As part of the study, researchers at an accredited US research organization were able to implant the self-anchoring sensor safely and collect accurate pressure readings – in agreement with tonometry measurements – for the week-long test period. No device-related adverse events were reported.

“One of the challenges in addressing glaucoma is the lack of visibility into continuous IOP changes,” said Dr. Myron Yanoff, MD, FAAO, Chair Emeritus, Department of Ophthalmology at Drexel University and Adjunct Professor, Department of Ophthalmology at the University of Pennsylvania. “The product being developed by Injectsense is a game changer in how and when to regulate the treatment of glaucoma. It offers a tangible path to clinically actionable information, enabling new insights into the true relationship between IOP, glaucoma, and therapy effectiveness. It also opens a world of possibilities into basic research on the inherent changes in the mechanisms of glaucoma.”
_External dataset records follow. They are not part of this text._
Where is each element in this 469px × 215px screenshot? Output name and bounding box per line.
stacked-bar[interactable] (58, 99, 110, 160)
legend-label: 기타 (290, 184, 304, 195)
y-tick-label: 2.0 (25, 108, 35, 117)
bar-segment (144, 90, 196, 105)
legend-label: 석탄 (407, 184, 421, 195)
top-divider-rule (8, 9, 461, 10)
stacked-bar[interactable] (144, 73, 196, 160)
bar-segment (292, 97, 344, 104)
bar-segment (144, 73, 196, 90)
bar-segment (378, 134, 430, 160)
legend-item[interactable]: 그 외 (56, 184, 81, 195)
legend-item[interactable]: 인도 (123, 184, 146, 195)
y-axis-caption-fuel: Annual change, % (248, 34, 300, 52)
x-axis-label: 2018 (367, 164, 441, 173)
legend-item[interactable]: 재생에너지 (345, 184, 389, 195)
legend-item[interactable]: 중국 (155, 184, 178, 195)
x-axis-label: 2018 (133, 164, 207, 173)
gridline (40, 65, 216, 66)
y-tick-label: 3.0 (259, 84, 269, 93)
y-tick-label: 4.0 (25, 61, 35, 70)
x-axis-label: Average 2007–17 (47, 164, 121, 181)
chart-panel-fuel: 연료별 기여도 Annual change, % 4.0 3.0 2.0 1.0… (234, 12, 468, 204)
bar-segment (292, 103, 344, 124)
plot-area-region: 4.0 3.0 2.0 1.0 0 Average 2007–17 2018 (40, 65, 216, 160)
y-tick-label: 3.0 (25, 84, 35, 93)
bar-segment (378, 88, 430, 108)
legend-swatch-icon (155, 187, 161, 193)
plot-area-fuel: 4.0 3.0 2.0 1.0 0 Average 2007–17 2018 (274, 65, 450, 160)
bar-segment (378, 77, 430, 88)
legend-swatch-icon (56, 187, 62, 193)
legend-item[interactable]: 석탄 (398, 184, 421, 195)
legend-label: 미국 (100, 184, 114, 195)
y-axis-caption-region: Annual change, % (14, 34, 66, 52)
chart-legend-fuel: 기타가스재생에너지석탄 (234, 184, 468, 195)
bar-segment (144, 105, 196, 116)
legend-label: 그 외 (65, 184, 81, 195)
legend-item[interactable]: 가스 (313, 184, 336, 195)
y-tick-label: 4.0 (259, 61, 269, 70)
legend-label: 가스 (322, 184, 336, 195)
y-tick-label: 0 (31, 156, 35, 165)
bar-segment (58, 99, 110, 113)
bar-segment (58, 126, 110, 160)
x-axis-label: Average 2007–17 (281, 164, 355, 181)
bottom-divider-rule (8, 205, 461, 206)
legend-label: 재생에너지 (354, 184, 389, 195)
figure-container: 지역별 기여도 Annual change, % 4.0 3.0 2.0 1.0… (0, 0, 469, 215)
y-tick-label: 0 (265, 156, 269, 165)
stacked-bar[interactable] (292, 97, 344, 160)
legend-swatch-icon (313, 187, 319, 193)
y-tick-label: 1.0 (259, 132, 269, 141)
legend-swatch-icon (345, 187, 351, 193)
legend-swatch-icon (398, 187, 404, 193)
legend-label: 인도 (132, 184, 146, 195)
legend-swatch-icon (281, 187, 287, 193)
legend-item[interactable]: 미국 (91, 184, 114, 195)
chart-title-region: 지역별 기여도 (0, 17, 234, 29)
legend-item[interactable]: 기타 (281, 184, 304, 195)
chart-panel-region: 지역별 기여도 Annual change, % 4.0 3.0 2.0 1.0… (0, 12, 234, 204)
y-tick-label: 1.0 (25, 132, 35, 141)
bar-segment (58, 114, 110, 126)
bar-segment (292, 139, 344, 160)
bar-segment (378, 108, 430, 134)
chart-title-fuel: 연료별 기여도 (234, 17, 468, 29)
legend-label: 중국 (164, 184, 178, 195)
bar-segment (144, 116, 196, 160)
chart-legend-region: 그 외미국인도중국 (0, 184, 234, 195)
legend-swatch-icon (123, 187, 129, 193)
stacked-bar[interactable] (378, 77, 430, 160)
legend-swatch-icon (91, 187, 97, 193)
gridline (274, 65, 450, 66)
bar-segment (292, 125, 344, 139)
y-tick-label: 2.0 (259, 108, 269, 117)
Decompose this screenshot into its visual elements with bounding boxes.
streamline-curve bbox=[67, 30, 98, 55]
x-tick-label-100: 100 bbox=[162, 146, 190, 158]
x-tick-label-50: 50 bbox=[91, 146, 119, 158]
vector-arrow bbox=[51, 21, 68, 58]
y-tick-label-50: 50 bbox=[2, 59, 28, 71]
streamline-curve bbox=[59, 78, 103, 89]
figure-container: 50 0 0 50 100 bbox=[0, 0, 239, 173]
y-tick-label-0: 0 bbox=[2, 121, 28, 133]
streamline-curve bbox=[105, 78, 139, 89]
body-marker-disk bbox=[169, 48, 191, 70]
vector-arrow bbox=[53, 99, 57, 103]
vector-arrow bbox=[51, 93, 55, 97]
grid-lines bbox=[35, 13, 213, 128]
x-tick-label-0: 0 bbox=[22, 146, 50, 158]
Beyond ophthalmology, the sensor-enabled digital health platform is highly versatile, potentially enabling diagnostic and therapeutic applications in many different domains, from intracranial, urological, and various cardiovascular pressure parameters to neurosurgery and fluidic applications.

About Injectsense

Injectsense is a sensor-enabled digital health company that enables tracking of progressive disease indicators and assessment of therapy effectiveness. It provides continuous, clinically actionable information through an injectable ultra-miniature sensor coupled with a secure digital health platform.  Injectsense received Series B funding in April 2019 and is expecting to close a Series C round by year end.  The company's Silicon Valley and Twin Cities product teams combine cutting-edge advances in microelectronics with best-in-class medical device development and expertise. The device is currently for clinical investigation only and is not commercially available. For more information regarding Injectsense’s business, visit injectsense.com.

 

 

 

INJECTSENSE ADDS EXPERTS TO MEDICAL ADVISORY BOARD

 

EMERYVILLE, Calif., March 2, 2017 – Injectsense, Inc. an innovative medical device firm that develops sensor-enabled digital health systems to measure therapy effectiveness, announced today additional members of its medical advisory board. The board, which includes world renowned specialists and surgeons in the ophthalmic field, provides valuable feedback on device requirements, procedures, risk mitigation, and regulatory issues. Ophthalmology is the company's initial market.

 

New members of the medical advisory board include Richard Lindstrom, M.D., founding member and attending surgeon at Minnesota Eye Consultants; and Kuldev Singh, M.D., Professor of Ophthalmology and Director of the Glaucoma Service at Stanford University, who serves on the FDA Advisory Committee for Ophthalmic Devices. Other members of the medical advisory board include Dr. Myron Yanoff, M.D., author or co-author of 30 textbooks on ophthalmology including the standard textbook Ophthalmology; Dr. Arthur Sit, Associate Professor and Vice Chair of Ophthalmology at the Mayo Clinic; Dr. Iqbal "Ike" Ahmed, M.D., who developed the field of micro-invasive glaucoma surgery (MIGS); Dr. Ernesto Collazo, a leader in laser eye surgery and advanced technology in healthcare; Dr. Jason Bacharach, founder and director of research at North Bay Eye Associates, specializing in pharmaceutical and device studies; Dr. Stephen Sinclair, owner and director of Sinclair Retinal Associates and adjunct professor at the Drexel University School of Medicine; and Dr. William Daney, a clinical emergency medicine specialist, medical director and instructor, with a focus on cardiology.

 

"We are extremely fortunate to have secured the commitment and ongoing strategic feedback from highly recognized medical professionals who understand the urgent need for continuous monitoring and clinically actionable information," said Ariel Cao, CEO and president, Injectsense, Inc. "This continuous data, when filtered, will enable earlier treatment for progressive disease."

CAUTION - Investigational Device. Limited by Federal law to investigational use.